The key thing to realise is that it’s not just new companies doing this – many are ventures built by older, traditional businesses. To start, one needs to invest in venture building: create new entities that do what you do differently. You can always amalgamate the most successful ones back into your company later.
This allows you to experiment with entirely different business models, helping you future-proof by building a range of new models to implement in response to market conditions.
The biggest local player here is Media24, whom we’ve mentioned simply switched up to a subs model overnight. But this is not uncommon. In the face of adverse market conditions and a drop in consumer expendable income, digital stocks exchange EasyEquities also switched to a subscription-based model in 2023, as did developer recruitment network OfferZen.
Start gaining that ability for your business by speaking to a digital consultant now.
If you need to grow, what’s simpler than just getting more new customers – better yet, ones that no one else is targeting yet? Quite a few of our example companies here managed to do that in their focus on digital transformation – Flash (Pepkor), Rain, Pineapple, and Naked (Hollard) all used their tech to create opportunities where there were none before.
As mentioned before, SA’s market is extensive but limited. Unlike Europe, the US, or Asia, where you have a lot of developed nations as neighbouring states, in SA you have very limited options for reaching new markets – it’s either into Africa or tackling all the developed nations. Both of which require immense funding and support to execute.
Technology doesn’t have the same boundaries. You can service a new geographical location without actually being there. Or, you can simply unlock more of the existing market that’s been previously unreachable right here in SA.

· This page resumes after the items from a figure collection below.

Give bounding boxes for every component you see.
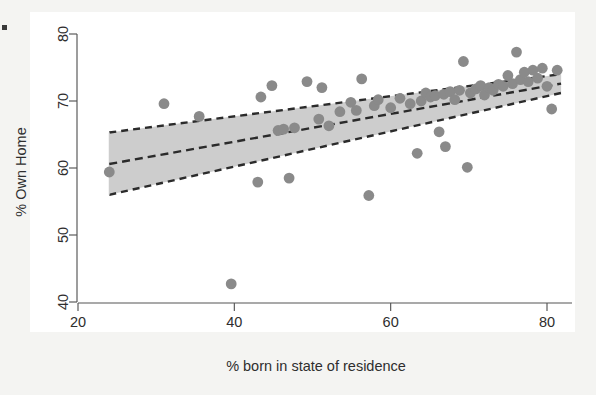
data-point [356,74,367,85]
y-tick-label: 70 [55,93,71,109]
data-point [373,94,384,105]
x-tick-label: 20 [70,314,86,330]
data-point [289,122,300,133]
figure-canvas: 405060708020406080 % born in state of re… [0,0,596,395]
data-point [256,92,267,103]
data-point [412,148,423,159]
data-point [278,124,289,135]
y-tick-label: 40 [55,294,71,310]
y-tick-label: 60 [55,160,71,176]
y-axis-title: % Own Home [13,127,29,216]
data-point [284,173,295,184]
edge-marker [2,25,7,30]
data-point [523,76,534,87]
data-point [302,76,313,87]
y-tick-label: 50 [55,227,71,243]
data-point [104,167,115,178]
data-point [313,114,324,125]
data-point [363,190,374,201]
x-tick-label: 80 [539,314,555,330]
data-point [351,105,362,116]
data-point [159,98,170,109]
data-point [454,85,465,96]
y-tick-label: 80 [55,26,71,42]
data-point [395,93,406,104]
data-point [498,81,509,92]
data-point [546,104,557,115]
data-point [226,279,237,290]
x-tick-label: 40 [226,314,242,330]
data-point [537,63,548,74]
data-point [252,177,263,188]
scatter-plot: 405060708020406080 % born in state of re… [0,0,596,395]
data-point [532,73,543,84]
data-point [449,94,460,105]
x-tick-label: 60 [383,314,399,330]
data-point [440,141,451,152]
data-point [458,56,469,67]
data-point [267,80,278,91]
data-point [324,120,335,131]
data-point [542,81,553,92]
data-point [434,126,445,137]
x-axis-title: % born in state of residence [226,358,406,374]
data-point [385,102,396,113]
data-point [462,162,473,173]
data-point [194,111,205,122]
data-point [317,82,328,93]
data-point [552,65,563,76]
data-point [511,47,522,58]
data-point [405,98,416,109]
data-point [335,106,346,117]
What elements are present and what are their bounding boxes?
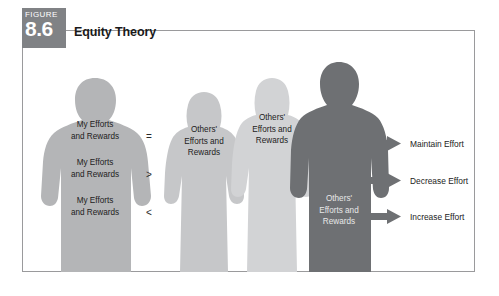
arrow-right-icon [367,136,401,151]
outcome-decrease-effort-label: Decrease Effort [410,176,468,186]
operator-less-than: < [146,207,152,218]
operator-equal: = [146,131,152,142]
arrow-right-icon [367,173,401,188]
figure-tab-number: 8.6 [25,18,66,40]
figure-number-tab: FIGURE 8.6 [22,8,66,48]
other-silhouette-3 [289,60,389,272]
arrow-right-icon [367,209,401,224]
self-silhouette [39,76,151,272]
figure-stage: My Efforts and Rewards My Efforts and Re… [22,30,475,272]
other-silhouette-3-shape [289,60,389,272]
operator-greater-than: > [146,169,152,180]
outcome-increase-effort-label: Increase Effort [410,212,464,222]
figure-title: Equity Theory [74,25,156,39]
figure-container: FIGURE 8.6 Equity Theory My Efforts and … [0,0,499,296]
outcome-maintain-effort-label: Maintain Effort [410,139,464,149]
outcome-maintain-effort: Maintain Effort [367,136,464,151]
self-silhouette-shape [39,76,151,272]
outcome-increase-effort: Increase Effort [367,209,464,224]
outcome-decrease-effort: Decrease Effort [367,173,468,188]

Watching the march of retail investment, both internationally and locally with the success of EasyEquities, Investec developed an easily accessible, no-fee digital trading platform called Clarity. First testing it out on select customers internally (no doubt ironing out bugs and working on user experience), it’s now launched publicly – giving Investec access to a younger, more digitally savvy investor (likely as an alternative to risky crypto, too.)
Similarly, Lula Lend, who started out doing small business loans, quickly realised that the SME market in SA is R billions strong, yet most banks don’t offer growth-effective products for this market. And, using the fact that Capitec, who bought Mercantile Bank, hasn’t yet made any big plays in this space, launched its own SME-focused bank simply called Lula. Lula probably has its pick of the market right now.
Another smart move came from Old Mutual who saw a gap in getting more hands-on in the venture development space. While the likes of FNB and Investec merely supply venture funds to promising new startups, Old Mutal launched venture studio Next176 and hired a down-right impressive team of venture builders to actively find, incubate, and back new ventures, as well as build a few of their own internally.
Risky as it may be, Old Mutual knows new ventures are where the future of SA’s economy lies. And, you know, where else can you get a potential 5 to 10 times return on your investment in the next few years?
Find creative ways to pay for your big innovation projects with these unique models for venture funding in retail and learn how to choose a retail venture funding model. Also discover some the latest banking UI trends and get ideas for exciting new fin products with our look at blockchain in banking.